The Bill & Melinda Gates Foundation has committed $2 billion to the Global Fund to Fight AIDS, Tuberculosis, and Malaria, beyond the $2.9 billion in grants it has committed to other antimalaria efforts. Consequently, Bill Gates—and everyone else interested in fighting malaria—should welcome the latest news from the frontlines. In April, the world’s first malaria vaccine was launched in Africa.
According to the World Health Organization (WHO), over 250,000 children die each year in Africa where kids under five are at greatest risk for its life-threatening complications. The vaccine, known as RTS,S, will be administered to 360,000 children up to two years of age.
RTS,S, branded as Mosquirix, was created in 1987 by researchers at GSK. In early 2001, GSK and PATH, an international nonprofit organization, working with the support of the Gates Foundation, partnered to develop the vaccine for infants and young children living in malaria-endemic regions in sub-Saharan Africa. Its efficacy was established in a Phase III trial that concluded in 2014. The vaccine was found to prevent approximately 4 in 10 malaria cases, including 3 in 10 cases of extremely severe malaria.
RTS,S aims to trigger the immune system to defend against the first stages of malaria when the Plasmodium falciparum parasite enters the human host’s bloodstream through a mosquito bite and infects liver cells, reports WHO. The vaccine is designed to prevent the parasite from infecting the liver, where it can mature, multiply, reenter the bloodstream, and infect red blood cells, eventually giving rise to disease symptoms.
“We have seen tremendous gains from bed nets and other measures to control malaria in the last 15 years, but progress has stalled and even reversed in some areas. We need new solutions to get the malaria response back on track, and this vaccine gives us a promising tool to get there,” said WHO director-general Tedros Adhanom Ghebreyesus, PhD, upon the announcement of the Malawi initiative.
To me, his next statement was the key message: “The malaria vaccine has the potential to save tens of thousands of children’s lives.”
My colleague and GEN’s technical editor, Jeff Buguliskis, PhD, whose doctoral research focused on malaria, really spotlighted the global impact of malaria when he referred to an enduring but still shocking statistic. “It has been estimated,” he said, “that malaria has killed half of all human life that has ever existed.”
Let’s hope that we are now finally on the road toward ending this scourge of humanity.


• **Task item**
Find how many lines of the records hold the string "will" and reply with only that total.

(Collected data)

------------------------------------

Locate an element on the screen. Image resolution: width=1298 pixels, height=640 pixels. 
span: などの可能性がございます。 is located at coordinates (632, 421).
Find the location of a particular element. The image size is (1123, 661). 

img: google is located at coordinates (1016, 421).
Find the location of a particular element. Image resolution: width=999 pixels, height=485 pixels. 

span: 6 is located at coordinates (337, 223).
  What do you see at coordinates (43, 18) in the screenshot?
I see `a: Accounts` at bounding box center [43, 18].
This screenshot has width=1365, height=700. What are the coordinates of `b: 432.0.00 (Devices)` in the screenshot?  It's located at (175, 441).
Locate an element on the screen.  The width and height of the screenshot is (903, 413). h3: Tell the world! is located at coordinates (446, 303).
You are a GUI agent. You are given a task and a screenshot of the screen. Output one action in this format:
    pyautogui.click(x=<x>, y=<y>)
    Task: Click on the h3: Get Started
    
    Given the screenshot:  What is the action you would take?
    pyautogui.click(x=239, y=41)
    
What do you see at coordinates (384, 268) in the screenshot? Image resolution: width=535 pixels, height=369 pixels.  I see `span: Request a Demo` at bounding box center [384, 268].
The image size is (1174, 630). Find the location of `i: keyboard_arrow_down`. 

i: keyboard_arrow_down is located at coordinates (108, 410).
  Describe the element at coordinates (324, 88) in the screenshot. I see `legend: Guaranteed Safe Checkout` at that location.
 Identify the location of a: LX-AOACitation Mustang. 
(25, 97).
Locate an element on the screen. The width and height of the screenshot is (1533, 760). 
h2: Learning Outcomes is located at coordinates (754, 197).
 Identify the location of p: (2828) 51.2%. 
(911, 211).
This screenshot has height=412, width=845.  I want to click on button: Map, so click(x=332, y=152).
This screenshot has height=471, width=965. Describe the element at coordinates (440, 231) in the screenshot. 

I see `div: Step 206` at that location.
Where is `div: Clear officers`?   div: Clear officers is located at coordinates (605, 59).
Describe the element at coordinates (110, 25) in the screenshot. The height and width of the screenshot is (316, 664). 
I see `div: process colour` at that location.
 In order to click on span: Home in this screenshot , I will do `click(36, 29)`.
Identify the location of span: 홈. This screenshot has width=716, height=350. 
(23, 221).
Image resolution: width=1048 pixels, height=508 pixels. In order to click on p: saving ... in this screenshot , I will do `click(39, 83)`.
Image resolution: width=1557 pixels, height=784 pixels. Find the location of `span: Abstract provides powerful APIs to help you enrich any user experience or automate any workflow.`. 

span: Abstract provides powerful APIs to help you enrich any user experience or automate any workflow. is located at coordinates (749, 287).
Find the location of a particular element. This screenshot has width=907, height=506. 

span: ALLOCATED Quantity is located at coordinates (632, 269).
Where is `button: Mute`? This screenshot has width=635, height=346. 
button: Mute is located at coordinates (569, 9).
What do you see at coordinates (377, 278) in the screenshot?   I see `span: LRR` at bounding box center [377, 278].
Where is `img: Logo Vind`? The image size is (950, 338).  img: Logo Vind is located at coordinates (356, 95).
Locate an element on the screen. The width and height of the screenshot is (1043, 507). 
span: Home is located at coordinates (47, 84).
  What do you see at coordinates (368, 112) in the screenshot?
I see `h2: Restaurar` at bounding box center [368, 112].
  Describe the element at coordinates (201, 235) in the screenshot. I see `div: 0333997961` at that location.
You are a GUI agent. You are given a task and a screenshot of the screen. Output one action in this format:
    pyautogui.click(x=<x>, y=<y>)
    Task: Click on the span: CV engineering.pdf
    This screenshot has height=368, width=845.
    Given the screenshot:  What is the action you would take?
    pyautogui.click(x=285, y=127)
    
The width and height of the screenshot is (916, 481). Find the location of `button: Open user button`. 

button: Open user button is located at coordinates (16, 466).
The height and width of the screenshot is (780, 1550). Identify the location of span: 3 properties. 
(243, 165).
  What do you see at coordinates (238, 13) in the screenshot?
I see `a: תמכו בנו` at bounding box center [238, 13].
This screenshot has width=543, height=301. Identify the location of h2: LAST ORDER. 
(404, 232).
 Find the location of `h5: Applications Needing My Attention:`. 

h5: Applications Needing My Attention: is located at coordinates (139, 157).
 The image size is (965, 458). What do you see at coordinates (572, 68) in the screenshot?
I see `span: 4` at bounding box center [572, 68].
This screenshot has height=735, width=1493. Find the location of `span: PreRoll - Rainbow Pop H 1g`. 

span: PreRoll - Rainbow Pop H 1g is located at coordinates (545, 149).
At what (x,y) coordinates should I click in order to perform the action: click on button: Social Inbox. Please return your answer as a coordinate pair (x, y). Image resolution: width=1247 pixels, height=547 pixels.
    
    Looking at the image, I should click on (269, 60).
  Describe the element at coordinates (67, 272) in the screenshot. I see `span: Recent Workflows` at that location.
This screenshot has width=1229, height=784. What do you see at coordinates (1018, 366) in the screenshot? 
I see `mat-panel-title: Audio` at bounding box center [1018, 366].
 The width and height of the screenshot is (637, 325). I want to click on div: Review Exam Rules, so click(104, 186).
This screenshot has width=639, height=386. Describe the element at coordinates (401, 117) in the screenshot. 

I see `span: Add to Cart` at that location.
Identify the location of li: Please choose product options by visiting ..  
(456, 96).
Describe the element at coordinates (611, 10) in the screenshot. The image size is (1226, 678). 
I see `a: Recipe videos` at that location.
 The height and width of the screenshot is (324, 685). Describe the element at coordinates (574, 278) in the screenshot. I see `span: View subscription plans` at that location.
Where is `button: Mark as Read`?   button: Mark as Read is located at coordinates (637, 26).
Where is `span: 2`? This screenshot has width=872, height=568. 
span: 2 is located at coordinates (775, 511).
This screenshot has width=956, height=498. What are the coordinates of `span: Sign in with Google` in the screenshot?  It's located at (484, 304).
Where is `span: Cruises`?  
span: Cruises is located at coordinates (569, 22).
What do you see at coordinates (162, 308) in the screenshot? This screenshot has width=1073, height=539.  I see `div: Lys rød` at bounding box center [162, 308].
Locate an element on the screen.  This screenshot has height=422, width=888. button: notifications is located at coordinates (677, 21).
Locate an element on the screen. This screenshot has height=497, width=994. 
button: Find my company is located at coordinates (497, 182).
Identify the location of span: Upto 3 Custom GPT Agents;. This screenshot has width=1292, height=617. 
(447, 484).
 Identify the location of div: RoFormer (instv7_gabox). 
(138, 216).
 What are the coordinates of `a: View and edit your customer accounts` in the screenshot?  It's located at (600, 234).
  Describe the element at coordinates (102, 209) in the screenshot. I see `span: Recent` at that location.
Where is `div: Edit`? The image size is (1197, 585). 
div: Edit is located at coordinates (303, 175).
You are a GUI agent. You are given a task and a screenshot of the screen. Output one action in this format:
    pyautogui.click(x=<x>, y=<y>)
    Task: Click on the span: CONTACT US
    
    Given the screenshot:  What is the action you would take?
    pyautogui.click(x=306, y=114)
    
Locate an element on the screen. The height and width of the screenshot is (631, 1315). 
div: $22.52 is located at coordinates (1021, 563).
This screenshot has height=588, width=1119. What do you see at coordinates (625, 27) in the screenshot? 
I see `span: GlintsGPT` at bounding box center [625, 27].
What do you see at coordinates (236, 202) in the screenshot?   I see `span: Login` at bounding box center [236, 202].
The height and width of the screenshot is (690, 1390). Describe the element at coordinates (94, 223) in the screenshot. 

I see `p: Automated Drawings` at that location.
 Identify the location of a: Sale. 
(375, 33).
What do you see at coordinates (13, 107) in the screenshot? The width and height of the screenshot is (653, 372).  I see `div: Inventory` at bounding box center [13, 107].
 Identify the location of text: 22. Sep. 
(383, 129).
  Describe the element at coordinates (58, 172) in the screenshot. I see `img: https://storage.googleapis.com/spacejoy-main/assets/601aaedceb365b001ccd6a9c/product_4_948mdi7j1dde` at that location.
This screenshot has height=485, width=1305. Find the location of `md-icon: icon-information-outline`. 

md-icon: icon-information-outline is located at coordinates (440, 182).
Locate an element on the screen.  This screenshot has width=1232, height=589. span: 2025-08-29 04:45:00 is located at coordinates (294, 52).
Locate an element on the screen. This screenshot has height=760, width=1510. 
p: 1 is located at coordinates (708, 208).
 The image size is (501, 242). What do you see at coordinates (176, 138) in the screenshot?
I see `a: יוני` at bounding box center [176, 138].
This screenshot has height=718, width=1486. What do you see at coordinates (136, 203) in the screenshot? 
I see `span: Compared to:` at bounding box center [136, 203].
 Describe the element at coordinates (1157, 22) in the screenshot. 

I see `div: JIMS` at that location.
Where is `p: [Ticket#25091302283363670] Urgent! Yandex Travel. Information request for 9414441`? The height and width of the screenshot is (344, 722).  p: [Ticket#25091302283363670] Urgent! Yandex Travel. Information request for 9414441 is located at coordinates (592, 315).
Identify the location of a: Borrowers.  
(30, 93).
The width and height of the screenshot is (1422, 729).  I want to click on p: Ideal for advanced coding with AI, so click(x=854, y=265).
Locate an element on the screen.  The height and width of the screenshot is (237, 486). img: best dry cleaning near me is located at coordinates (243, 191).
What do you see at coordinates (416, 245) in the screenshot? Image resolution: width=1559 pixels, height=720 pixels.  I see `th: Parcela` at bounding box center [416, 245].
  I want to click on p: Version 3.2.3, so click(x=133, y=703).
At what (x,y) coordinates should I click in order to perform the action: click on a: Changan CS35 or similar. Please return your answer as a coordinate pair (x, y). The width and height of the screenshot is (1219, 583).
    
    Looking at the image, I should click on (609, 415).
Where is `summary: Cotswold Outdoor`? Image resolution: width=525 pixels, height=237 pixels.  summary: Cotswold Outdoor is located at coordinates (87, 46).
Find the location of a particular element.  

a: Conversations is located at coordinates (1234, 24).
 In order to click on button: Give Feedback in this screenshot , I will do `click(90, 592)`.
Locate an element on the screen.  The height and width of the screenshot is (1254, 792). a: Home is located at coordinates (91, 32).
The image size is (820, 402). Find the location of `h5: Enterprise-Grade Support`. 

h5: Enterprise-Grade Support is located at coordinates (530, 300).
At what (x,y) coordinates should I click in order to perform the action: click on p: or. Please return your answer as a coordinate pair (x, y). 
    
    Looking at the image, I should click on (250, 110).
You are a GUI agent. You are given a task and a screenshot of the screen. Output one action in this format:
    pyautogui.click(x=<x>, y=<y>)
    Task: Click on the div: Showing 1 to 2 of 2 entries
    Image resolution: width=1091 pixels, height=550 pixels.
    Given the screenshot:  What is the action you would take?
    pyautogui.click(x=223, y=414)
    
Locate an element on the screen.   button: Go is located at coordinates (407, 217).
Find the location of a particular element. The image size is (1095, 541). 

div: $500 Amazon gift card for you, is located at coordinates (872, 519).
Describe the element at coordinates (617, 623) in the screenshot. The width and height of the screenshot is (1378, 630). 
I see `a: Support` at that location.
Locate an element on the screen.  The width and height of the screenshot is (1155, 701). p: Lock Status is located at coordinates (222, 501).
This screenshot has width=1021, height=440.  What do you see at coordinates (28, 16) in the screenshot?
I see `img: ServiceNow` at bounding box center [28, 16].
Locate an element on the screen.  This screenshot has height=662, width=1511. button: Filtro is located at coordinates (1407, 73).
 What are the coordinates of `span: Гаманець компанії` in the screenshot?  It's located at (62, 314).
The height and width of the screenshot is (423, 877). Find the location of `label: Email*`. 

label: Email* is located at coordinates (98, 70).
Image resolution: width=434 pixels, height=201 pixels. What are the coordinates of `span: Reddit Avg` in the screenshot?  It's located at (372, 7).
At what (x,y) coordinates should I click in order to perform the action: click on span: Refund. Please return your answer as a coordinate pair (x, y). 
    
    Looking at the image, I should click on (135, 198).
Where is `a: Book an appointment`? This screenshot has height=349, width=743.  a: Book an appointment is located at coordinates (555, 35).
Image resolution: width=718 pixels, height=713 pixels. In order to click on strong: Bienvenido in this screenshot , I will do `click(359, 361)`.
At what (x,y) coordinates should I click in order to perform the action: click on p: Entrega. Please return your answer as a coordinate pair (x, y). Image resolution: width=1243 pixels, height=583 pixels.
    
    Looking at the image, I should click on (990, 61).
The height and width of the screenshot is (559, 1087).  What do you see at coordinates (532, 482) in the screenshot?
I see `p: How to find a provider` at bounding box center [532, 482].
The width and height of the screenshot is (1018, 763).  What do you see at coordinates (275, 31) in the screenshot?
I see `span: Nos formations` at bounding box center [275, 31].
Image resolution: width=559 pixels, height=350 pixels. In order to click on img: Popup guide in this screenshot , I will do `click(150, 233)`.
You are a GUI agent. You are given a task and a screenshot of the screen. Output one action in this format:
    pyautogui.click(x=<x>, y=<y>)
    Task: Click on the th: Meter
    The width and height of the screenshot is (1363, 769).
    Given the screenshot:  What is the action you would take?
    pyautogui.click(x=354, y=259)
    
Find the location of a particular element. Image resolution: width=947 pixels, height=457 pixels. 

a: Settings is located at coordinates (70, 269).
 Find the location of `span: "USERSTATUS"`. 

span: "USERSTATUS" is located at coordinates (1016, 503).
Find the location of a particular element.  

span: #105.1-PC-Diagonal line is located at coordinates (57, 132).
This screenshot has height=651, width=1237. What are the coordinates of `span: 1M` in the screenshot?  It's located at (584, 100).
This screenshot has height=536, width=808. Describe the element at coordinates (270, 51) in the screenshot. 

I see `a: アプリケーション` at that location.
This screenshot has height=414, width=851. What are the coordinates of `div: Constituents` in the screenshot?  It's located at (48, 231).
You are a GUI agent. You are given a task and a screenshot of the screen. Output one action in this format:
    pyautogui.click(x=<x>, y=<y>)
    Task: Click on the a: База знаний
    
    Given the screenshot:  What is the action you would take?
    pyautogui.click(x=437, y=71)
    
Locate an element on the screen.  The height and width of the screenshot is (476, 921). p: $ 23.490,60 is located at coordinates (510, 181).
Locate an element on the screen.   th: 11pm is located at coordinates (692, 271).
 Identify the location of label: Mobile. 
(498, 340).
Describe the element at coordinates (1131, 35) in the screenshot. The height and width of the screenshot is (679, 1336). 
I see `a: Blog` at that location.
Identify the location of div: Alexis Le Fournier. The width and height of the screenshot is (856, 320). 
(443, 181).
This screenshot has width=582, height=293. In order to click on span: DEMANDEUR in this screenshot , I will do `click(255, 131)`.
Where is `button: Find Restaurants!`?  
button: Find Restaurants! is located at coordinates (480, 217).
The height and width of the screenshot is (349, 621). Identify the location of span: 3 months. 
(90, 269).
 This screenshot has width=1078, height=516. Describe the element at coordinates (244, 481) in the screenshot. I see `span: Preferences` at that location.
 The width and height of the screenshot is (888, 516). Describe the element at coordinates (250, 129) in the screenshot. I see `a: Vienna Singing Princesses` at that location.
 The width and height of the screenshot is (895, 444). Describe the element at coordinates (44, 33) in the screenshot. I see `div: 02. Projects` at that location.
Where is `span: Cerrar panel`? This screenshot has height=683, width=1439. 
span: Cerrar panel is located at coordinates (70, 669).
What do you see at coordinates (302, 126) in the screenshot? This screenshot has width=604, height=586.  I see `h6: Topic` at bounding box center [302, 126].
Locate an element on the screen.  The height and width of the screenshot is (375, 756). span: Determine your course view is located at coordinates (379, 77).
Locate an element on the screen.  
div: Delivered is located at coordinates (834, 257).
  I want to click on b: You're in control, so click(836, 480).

------------------------------------

• **Finished task**
6